Emmy Morning, As Chaotic As Ever
The 2026 Emmy nominations landed this week, and the Television Academy delivered its annual tradition of making everyone feel like a genius and an idiot within the same hour. Mariska Hargitay, best known as Law & Order: SVU’s Olivia Benson, will host the ceremony for the first time when it airs live on NBC on Monday, September 14th – and the show heading into that night with the most momentum is, by a wide margin, HBO’s The Pitt.
But momentum and Emmy votes are not the same thing, and the gap between the two tends to close fast once the discourse sets in. This year’s nominations produced the usual range of reactions: genuine excitement over Hacks, Abbott Elementary, and The Pitt returning as favorites; actual confusion over Chase Infiniti, Riz Ahmed, and something called Subway Takes appearing on the ballot; and a growing list of snubs – Industry, Stranger Things, Paul Anthony Kelly for Love Story, Cailee Spaeny for Beef – that the internet has already decided are unforgivable.

The Pitt Dominates, But Emmy Voters Have a History
HBO’s medical drama The Pitt arrived this awards cycle as the kind of show that makes critics run out of superlatives and Emmy voters reach for their ballots. Noah Wyle’s return to hospital television generated the sort of cultural heat that typically predicts a sweep – nominations came in heavy, and the conventional wisdom heading into voting season was that the show had already won.
Emmy voters, though, have a documented habit of falling hard for a show and then quietly abandoning it once something newer and louder shows up. The Pitt is now in the position every frontrunner eventually occupies: praised universally, nominated widely, and vulnerable to exactly the kind of backlash that feeds on overexposure. Whether “The Pitt fatigue” becomes a real factor between now and September 14th is genuinely unclear – but the question is already being asked out loud, which is rarely a good sign for a frontrunner.
The other variable is Hacks, whose final season has positioned itself as the sentimental and critical favorite in comedy. A show in its final run carries a specific kind of awards gravity – voters who sat out previous seasons suddenly feel the deadline pressure of a last chance to honor something they admire. If that pattern holds, Hacks is not just competing for comedy awards. It’s competing for the dominant narrative of the whole evening.

Abbott, Ahmed, and the Connor Storrie Situation
Abbott Elementary returning to the nominations list surprised no one. The show has built the kind of steady Emmy goodwill that doesn’t fade between seasons, and its presence feels less like a victory lap and more like a standing appointment.
Riz Ahmed’s nomination, on the other hand, generated genuine interest – as did Chase Infiniti and the Subway Takes nod, which collectively represent the portion of Emmy morning where the Television Academy reminds everyone that its taste is genuinely its own. Not wrong, not inexplicable, just operating on frequencies that don’t always match the loudest voices in the conversation.
Connor Storrie and the Annual Google Moment
Every Emmy cycle produces at least one name that sends a significant portion of the viewing public directly to a search engine, and this year that name is Connor Storrie. The nomination qualifies as one of the morning’s bigger surprises – not because it signals anything negative about Storrie’s work, but because the nomination arrived without the advance campaign drumbeat that usually precedes it.
That kind of cold nomination – no profile pieces, no awards-circuit buzz, no industry-planted momentum – is increasingly rare and, depending on your perspective, either the system working exactly as it should or a sign that the Television Academy’s decision-making remains genuinely opaque. Storrie now has roughly two months to exist as a question mark in the minds of voters who may not have been thinking about him at all before this week.
The snubs, meanwhile, are doing what snubs always do: consolidating into a shared grievance. Paul Anthony Kelly for Love Story and Cailee Spaeny for Beef are the two absences that seem to have landed hardest, with Spaeny’s omission in particular drawing the kind of reaction that suggests people genuinely believed her name would appear on the list. Industry and Stranger Things being overlooked adds volume to the frustration, though both shows occupy different categories of “deserving” – one a critical darling with a loyal niche audience, the other a cultural institution coasting on its own mythology.
What the 2026 nominations ultimately reflect is an awards body that is neither as sharp as its best choices suggest nor as lost as its strangest ones imply. Hacks getting its final-season moment, The Pitt arriving as the consensus drama favorite, Connor Storrie landing without explanation – these things coexist in the same ballot, on the same morning, and will be argued over until September 14th when NBC airs the ceremony and Mariska Hargitay walks out on stage and the whole conversation starts over.

Connor Storrie has a nomination. The Television Academy has not explained why. The internet has two months to decide how it feels about that.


**Aim of the task**: Print the records below exactly, with no pictures.

○ ○ ○ ○

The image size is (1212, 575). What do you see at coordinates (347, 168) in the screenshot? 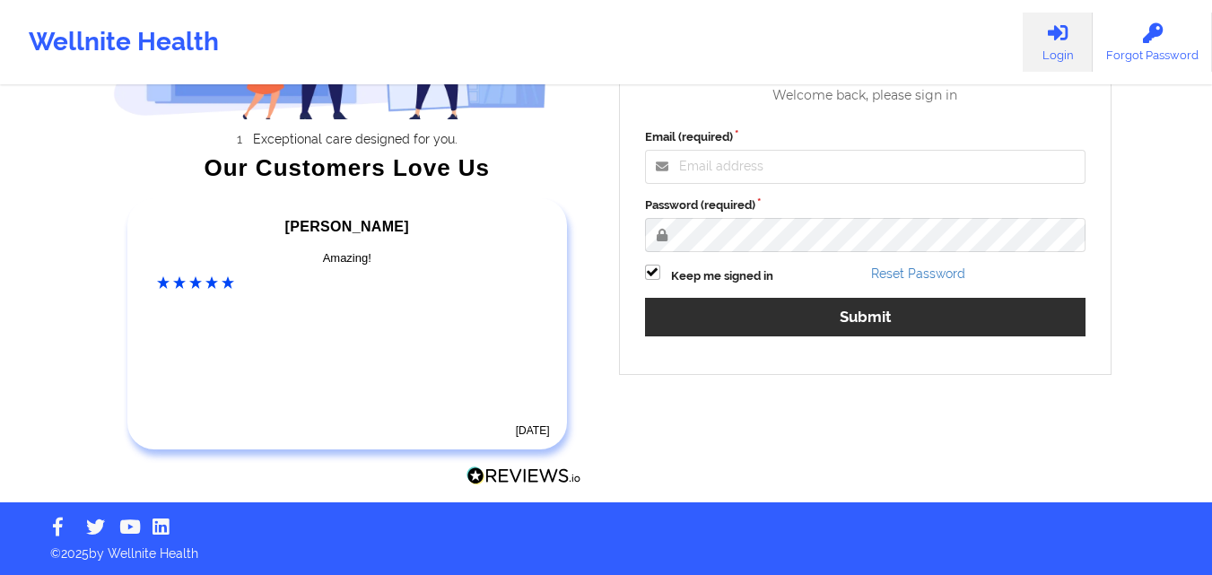
I see `div: Our Customers Love Us` at bounding box center [347, 168].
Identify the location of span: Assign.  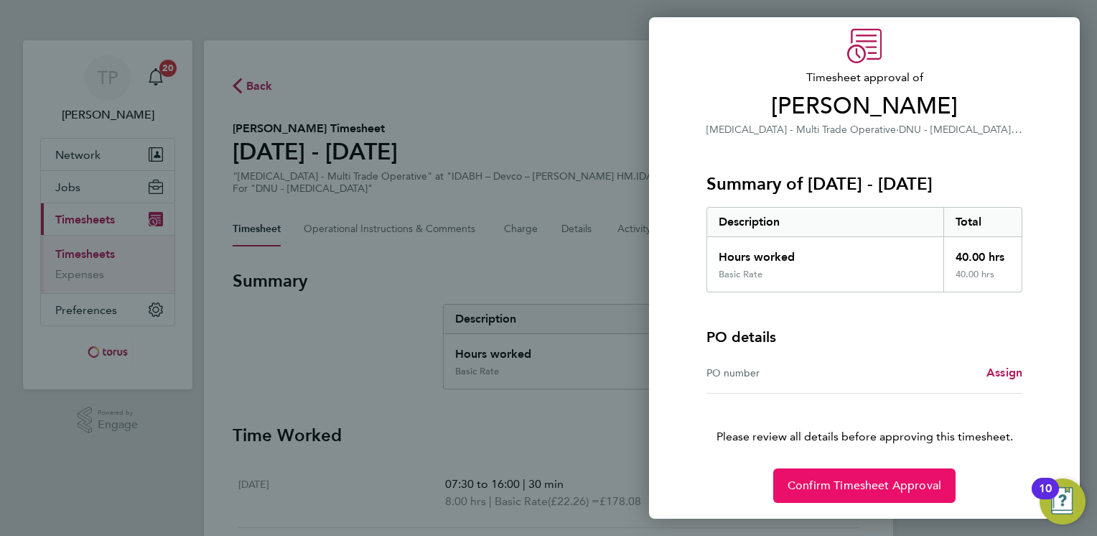
(1005, 372).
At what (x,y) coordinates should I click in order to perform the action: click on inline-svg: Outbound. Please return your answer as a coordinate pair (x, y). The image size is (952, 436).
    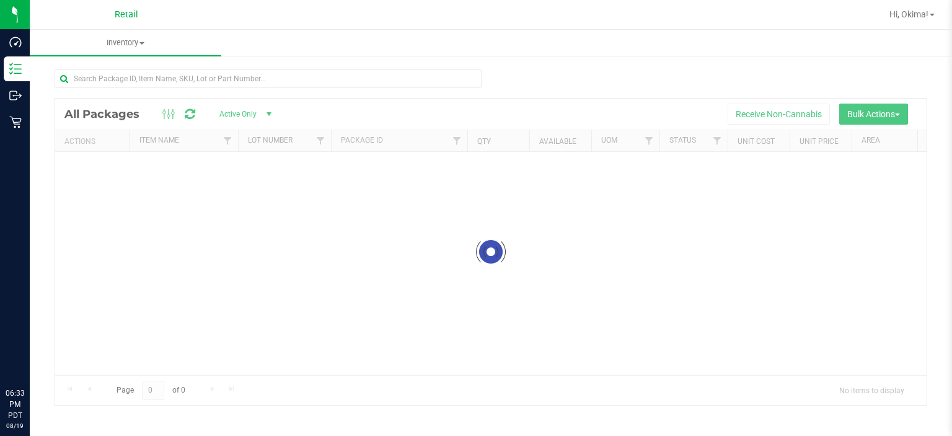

○ ○ ○ ○

**Solution to the problem**:
The image size is (1212, 575). What do you see at coordinates (347, 168) in the screenshot? 
I see `div: Our Customers Love Us` at bounding box center [347, 168].
Identify the location of span: Assign.  
(1005, 372).
At what (x,y) coordinates should I click in order to perform the action: click on inline-svg: Outbound. Please return your answer as a coordinate pair (x, y). The image size is (952, 436).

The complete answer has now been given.